How long does a 20 gallon electric water heater take to heat from cold?+

Roughly 60 to 90 minutes from cold to setpoint on a 4500W upper element, or 90 to 120 minutes on a single 1500W element. The math is straightforward. Heating 20 gallons by 70 degrees Fahrenheit requires roughly 11,700 BTU which equals 3.4 kWh. A 4500W element delivers that in 46 minutes ignoring losses. Real world losses add 15 to 30 minutes. Plan first hour rating accordingly.

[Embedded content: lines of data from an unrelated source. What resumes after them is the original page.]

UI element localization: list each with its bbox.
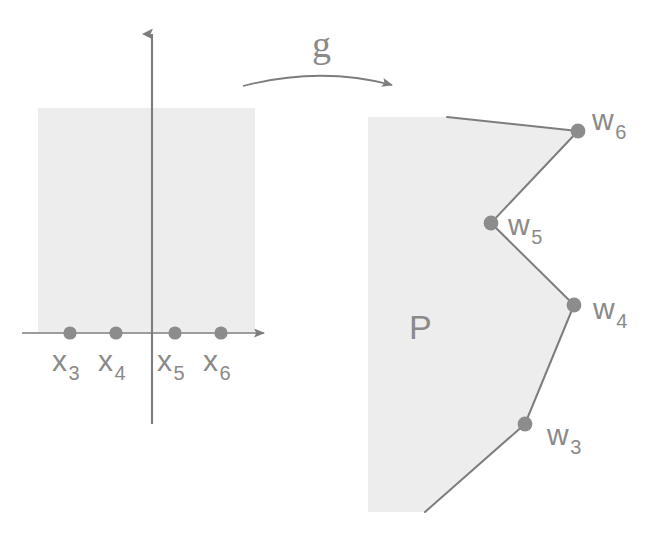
domain-label-x3-sub: 3: [69, 362, 80, 384]
vertex-label-w3: w3: [547, 418, 580, 452]
mapping-label-g: g: [312, 22, 331, 66]
vertex-label-w3-base: w: [547, 418, 569, 451]
domain-label-x3-base: x: [52, 344, 68, 377]
domain-label-x5: x5: [157, 344, 184, 378]
polygon-vertex-w3: [518, 417, 533, 432]
vertex-label-w6-sub: 6: [615, 121, 626, 143]
domain-label-x4-sub: 4: [115, 362, 126, 384]
vertex-label-w4-sub: 4: [616, 310, 627, 332]
vertex-label-w6-base: w: [592, 103, 614, 136]
polygon-region: [368, 117, 578, 512]
polygon-vertex-w4: [567, 298, 582, 313]
vertex-label-w4-base: w: [593, 292, 615, 325]
vertex-label-w4: w4: [593, 292, 626, 326]
domain-label-x4: x4: [98, 344, 125, 378]
domain-label-x6-sub: 6: [220, 362, 231, 384]
vertex-label-w5-base: w: [508, 208, 530, 241]
vertex-label-w5: w5: [508, 208, 541, 242]
vertex-label-w5-sub: 5: [531, 226, 542, 248]
domain-label-x3: x3: [52, 344, 79, 378]
domain-label-x5-sub: 5: [174, 362, 185, 384]
domain-label-x6: x6: [203, 344, 230, 378]
figure-canvas: [0, 0, 669, 538]
domain-point-x6: [214, 326, 227, 339]
domain-point-x5: [168, 326, 181, 339]
domain-point-x3: [63, 326, 76, 339]
polygon-vertex-w5: [484, 216, 499, 231]
mapping-arrow: [243, 76, 392, 86]
domain-label-x6-base: x: [203, 344, 219, 377]
domain-label-x5-base: x: [157, 344, 173, 377]
region-label-P: P: [409, 308, 432, 347]
mapping-figure: g x3 x4 x5 x6 P w6 w5 w4 w3: [0, 0, 669, 538]
domain-point-x4: [109, 326, 122, 339]
vertex-label-w6: w6: [592, 103, 625, 137]
domain-shaded-region: [38, 108, 255, 332]
polygon-vertex-w6: [571, 124, 586, 139]
domain-label-x4-base: x: [98, 344, 114, 377]
vertex-label-w3-sub: 3: [570, 436, 581, 458]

Can a 20 gallon electric water heater run on 120V?+

Yes for low wattage models (1500W or under), no for the typical 4500W high recovery units. Most 20 gallon tanks come configured for 240V with a 4500W element, requiring a dedicated 30 amp double pole breaker and 10 gauge wire. 120V versions exist with 1500W elements on a standard 15 or 20 amp circuit but recovery time roughly doubles. Check the label and the breaker before purchasing.

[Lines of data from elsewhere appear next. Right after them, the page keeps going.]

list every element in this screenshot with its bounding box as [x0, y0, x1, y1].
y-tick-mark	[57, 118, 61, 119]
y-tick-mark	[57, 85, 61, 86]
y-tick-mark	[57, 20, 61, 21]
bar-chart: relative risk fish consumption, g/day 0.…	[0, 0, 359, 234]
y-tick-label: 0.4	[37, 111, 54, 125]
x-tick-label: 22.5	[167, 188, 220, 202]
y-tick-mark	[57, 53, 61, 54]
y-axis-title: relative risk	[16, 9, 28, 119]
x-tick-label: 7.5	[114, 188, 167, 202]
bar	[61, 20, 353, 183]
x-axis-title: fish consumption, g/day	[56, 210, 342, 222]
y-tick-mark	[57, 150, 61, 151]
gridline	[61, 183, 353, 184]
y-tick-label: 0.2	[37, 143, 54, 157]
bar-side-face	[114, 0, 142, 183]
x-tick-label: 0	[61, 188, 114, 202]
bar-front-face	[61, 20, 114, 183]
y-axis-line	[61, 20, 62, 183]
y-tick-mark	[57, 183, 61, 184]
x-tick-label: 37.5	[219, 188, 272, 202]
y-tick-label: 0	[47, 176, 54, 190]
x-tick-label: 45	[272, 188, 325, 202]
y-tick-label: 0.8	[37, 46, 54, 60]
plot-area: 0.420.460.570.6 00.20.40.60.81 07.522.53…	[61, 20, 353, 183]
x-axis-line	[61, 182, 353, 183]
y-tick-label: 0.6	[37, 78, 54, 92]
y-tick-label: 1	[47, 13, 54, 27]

Where should I install a 20 gallon water heater?+

Closest practical location to the most-used hot water fixture. The point of installing a compact tank is reducing wait time and pipe heat loss. Common locations include under a kitchen sink for instant hot dishwater, in a workshop for handwashing, in an ADU or in-law suite as the sole heater, or in an RV bay. Code requires a drain pan with a drain line if installed where a leak could damage finished space, and a temperature pressure relief valve discharge to a safe location.

How long do 20 gallon electric water heaters last?+

Eight to twelve years on average, with the anode rod being the limiting factor. Glass-lined steel tanks last as long as the sacrificial anode rod protects them. The anode rod corrodes preferentially to the tank steel, but typically depletes in 4 to 6 years. Replacing the anode rod at year 5 doubles tank life. Without replacement, the tank itself begins corroding from year 6 onward. Stainless steel tank versions exist and last 15 to 25 years but cost significantly more.

Priya Sharma
Author

Priya Sharma

Beauty & Lifestyle Editor

Priya Sharma writes for The Tested Hub.